PARIS -- France on Friday hosted top diplomats from the West and the Arab world Friday to work on organizing a peace conference by year's end that would launch long-dormant Israeli-Palestinian negotiations -- despite slim chances of success.
France has said it felt compelled to act because the opportunities for setting up a Palestinian state alongside Israel are slipping away, while the situation in the region is deteriorating.
U.S. Secretary of State John Kerry and U.N. Secretary-General Ban Ki-moon attended, along with representatives from the Arab League, the European Union and key Arab states. Israeli and Palestinian representatives were absent.
The participants called on the two sides to genuinely commit to the two-state solution. They "are alarmed that actions on the ground, in particular continued acts of violence and ongoing settlement activity, are dangerously imperiling the prospects for a two-state solution", a joint statement said.
The diplomats also reaffirmed "their support for a just, lasting and enduring peace, with two states, Israel and Palestine, living side by side in peace and security" and welcomed "the prospect of convening before the end of the year an international conference".
French President Francois Hollande acknowledged that "we cannot substitute for the parties." He told the gathering that "our initiative aims at giving them guarantees that the peace will be solid, sustainable and under international supervision.".
Participants decided to set up teams by the end of the month to work on economic and security incentives for the Israelis and Palestinians for reaching a deal, French foreign minister Jean-Marc Ayrault said at a news conference.
Asked if he would support an international conference later this year with the Israelis and Palestinians attending, Kerry told reporters: "We're just starting, let's get into the conversations."
Israeli Prime Minister Benjamin Netanyahu has rebuffed the French initiative and said a deal can only be reached in direct negotiations.
Palestinian President Mahmoud Abbas has welcomed France's efforts, in part because it could potentially end a two-decade-old U.S. monopoly on mediation. Palestinians have long complained that the U.S. heavily favours Israel and cannot serve as an honest broker.
The Palestinians seek to establish a state in the West Bank, Gaza Strip and east Jerusalem, lands Israel captured in 1967. In 2012, the U.N. General Assembly overwhelmingly recognized a state of Palestine in these boundaries, though setting up an actual state would requires a deal with Israel.
For now, chances of reviving negotiations appear remote because of lack of common ground.
Unlike his predecessors, Netanyahu refuses to recognize the pre-1967 lines as a starting point for border talks, with agreed upon land swaps -- the internationally backed formula for a peace deal.
Abbas says there's no point going back to talks without ground rules and a timeline for a deal.
Continued Israeli settlement expansion on occupied lands and several months of renewed Israeli-Palestinian violence have also undermined trust.
It's not clear how the French efforts would bridge those gaps.
The last high-level Israeli-Palestinian negotiations were held in 2008 between Abbas and then-Prime Minister Ehud Olmert. Subsequent efforts to restart meaningful talks have failed, most recently in 2014 when Kerry aborted a mediation mission following a year of low-level Israeli-Palestinian meetings.
Abbas aides have said they want other world powers to get involved, like in last year's deal on Iran's nuclear program. The existing model of Israeli-Palestinian talks brokered by the U.S. has failed because of the power gap between an occupying power and those it occupies, they have said.
Israel has rejected the French initiative.
Dore Gold, the director general of Israel's Foreign Ministry, predicted Thursday that the Paris conference will "completely fail" and that the "only way to make peace" is through direct talks.
Israel has indicated an openness recently to some elements of an Arab peace proposal from 2002, which promised peace and recognition of Israel by the Arab and Muslim world in exchange for the creation of a Palestinian state. Gold gave no indication of any movement on that proposal.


THE TASK: All the lines below should be set down exactly, with no picture carried into the copy.

[Records from a dataset]
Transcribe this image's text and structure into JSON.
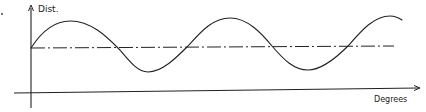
{
  "figure": {
    "y_axis_label": "Dist.",
    "x_axis_label": "Degrees",
    "colors": {
      "ink": "#222222",
      "background": "#ffffff"
    }
  },
  "geometry": {
    "y_axis_x": 31,
    "y_axis_top": 6,
    "y_axis_bottom": 108,
    "x_axis_y": 93,
    "x_axis_left": 14,
    "x_axis_right": 420,
    "x_axis_arrow_y": 88,
    "midline_y": 48,
    "midline_left": 31,
    "midline_right": 394,
    "wave": {
      "start": [
        31,
        48
      ],
      "peaks": [
        [
          70,
          21
        ],
        [
          230,
          18
        ],
        [
          390,
          16
        ]
      ],
      "troughs": [
        [
          148,
          72
        ],
        [
          308,
          70
        ]
      ],
      "end": [
        402,
        20
      ]
    }
  }
}
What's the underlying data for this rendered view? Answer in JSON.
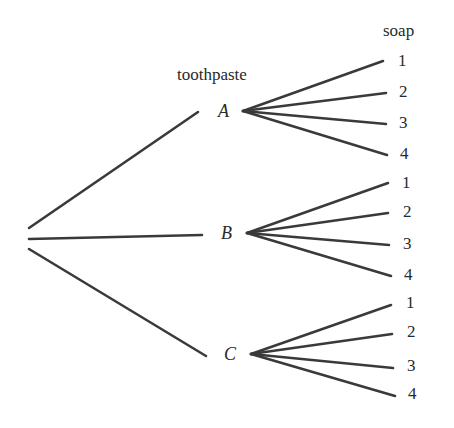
{
  "diagram": {
    "type": "tree",
    "headers": {
      "level1": "toothpaste",
      "level2": "soap"
    },
    "line_color": "#3a3a3a",
    "text_color": "#2a2a2a",
    "root": {
      "x": 29,
      "y": 239
    },
    "branches": [
      {
        "label": "A",
        "label_pos": [
          218,
          102
        ],
        "edge": [
          29,
          228,
          198,
          112
        ],
        "fan_origin": [
          243,
          111
        ],
        "leaves": [
          {
            "label": "1",
            "end": [
              383,
              61
            ],
            "label_pos": [
              398,
              52
            ]
          },
          {
            "label": "2",
            "end": [
              386,
              93
            ],
            "label_pos": [
              399,
              83
            ]
          },
          {
            "label": "3",
            "end": [
              386,
              124
            ],
            "label_pos": [
              399,
              114
            ]
          },
          {
            "label": "4",
            "end": [
              387,
              155
            ],
            "label_pos": [
              400,
              145
            ]
          }
        ]
      },
      {
        "label": "B",
        "label_pos": [
          221,
          224
        ],
        "edge": [
          29,
          239,
          202,
          235
        ],
        "fan_origin": [
          247,
          233
        ],
        "leaves": [
          {
            "label": "1",
            "end": [
              388,
              183
            ],
            "label_pos": [
              402,
              174
            ]
          },
          {
            "label": "2",
            "end": [
              388,
              213
            ],
            "label_pos": [
              403,
              203
            ]
          },
          {
            "label": "3",
            "end": [
              389,
              245
            ],
            "label_pos": [
              403,
              235
            ]
          },
          {
            "label": "4",
            "end": [
              391,
              276
            ],
            "label_pos": [
              404,
              266
            ]
          }
        ]
      },
      {
        "label": "C",
        "label_pos": [
          224,
          345
        ],
        "edge": [
          29,
          249,
          206,
          356
        ],
        "fan_origin": [
          251,
          354
        ],
        "leaves": [
          {
            "label": "1",
            "end": [
              391,
              305
            ],
            "label_pos": [
              406,
              294
            ]
          },
          {
            "label": "2",
            "end": [
              392,
              334
            ],
            "label_pos": [
              407,
              323
            ]
          },
          {
            "label": "3",
            "end": [
              393,
              368
            ],
            "label_pos": [
              407,
              357
            ]
          },
          {
            "label": "4",
            "end": [
              395,
              396
            ],
            "label_pos": [
              408,
              385
            ]
          }
        ]
      }
    ]
  }
}
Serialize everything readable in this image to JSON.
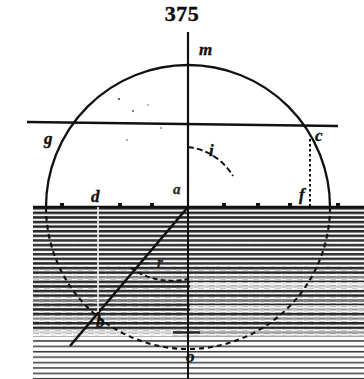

EXERCISE ANSWER:
Transcribe this image's text and structure into JSON.
{
  "figure": {
    "y_axis_label": "Dist.",
    "x_axis_label": "Degrees",
    "colors": {
      "ink": "#222222",
      "background": "#ffffff"
    }
  },
  "geometry": {
    "y_axis_x": 31,
    "y_axis_top": 6,
    "y_axis_bottom": 108,
    "x_axis_y": 93,
    "x_axis_left": 14,
    "x_axis_right": 420,
    "x_axis_arrow_y": 88,
    "midline_y": 48,
    "midline_left": 31,
    "midline_right": 394,
    "wave": {
      "start": [
        31,
        48
      ],
      "peaks": [
        [
          70,
          21
        ],
        [
          230,
          18
        ],
        [
          390,
          16
        ]
      ],
      "troughs": [
        [
          148,
          72
        ],
        [
          308,
          70
        ]
      ],
      "end": [
        402,
        20
      ]
    }
  }
}
What's the underlying data for this rendered view? Answer in JSON.
{
  "diagram": {
    "type": "tree",
    "headers": {
      "level1": "toothpaste",
      "level2": "soap"
    },
    "line_color": "#3a3a3a",
    "text_color": "#2a2a2a",
    "root": {
      "x": 29,
      "y": 239
    },
    "branches": [
      {
        "label": "A",
        "label_pos": [
          218,
          102
        ],
        "edge": [
          29,
          228,
          198,
          112
        ],
        "fan_origin": [
          243,
          111
        ],
        "leaves": [
          {
            "label": "1",
            "end": [
              383,
              61
            ],
            "label_pos": [
              398,
              52
            ]
          },
          {
            "label": "2",
            "end": [
              386,
              93
            ],
            "label_pos": [
              399,
              83
            ]
          },
          {
            "label": "3",
            "end": [
              386,
              124
            ],
            "label_pos": [
              399,
              114
            ]
          },
          {
            "label": "4",
            "end": [
              387,
              155
            ],
            "label_pos": [
              400,
              145
            ]
          }
        ]
      },
      {
        "label": "B",
        "label_pos": [
          221,
          224
        ],
        "edge": [
          29,
          239,
          202,
          235
        ],
        "fan_origin": [
          247,
          233
        ],
        "leaves": [
          {
            "label": "1",
            "end": [
              388,
              183
            ],
            "label_pos": [
              402,
              174
            ]
          },
          {
            "label": "2",
            "end": [
              388,
              213
            ],
            "label_pos": [
              403,
              203
            ]
          },
          {
            "label": "3",
            "end": [
              389,
              245
            ],
            "label_pos": [
              403,
              235
            ]
          },
          {
            "label": "4",
            "end": [
              391,
              276
            ],
            "label_pos": [
              404,
              266
            ]
          }
        ]
      },
      {
        "label": "C",
        "label_pos": [
          224,
          345
        ],
        "edge": [
          29,
          249,
          206,
          356
        ],
        "fan_origin": [
          251,
          354
        ],
        "leaves": [
          {
            "label": "1",
            "end": [
              391,
              305
            ],
            "label_pos": [
              406,
              294
            ]
          },
          {
            "label": "2",
            "end": [
              392,
              334
            ],
            "label_pos": [
              407,
              323
            ]
          },
          {
            "label": "3",
            "end": [
              393,
              368
            ],
            "label_pos": [
              407,
              357
            ]
          },
          {
            "label": "4",
            "end": [
              395,
              396
            ],
            "label_pos": [
              408,
              385
            ]
          }
        ]
      }
    ]
  }
}
Serialize everything readable in this image to JSON.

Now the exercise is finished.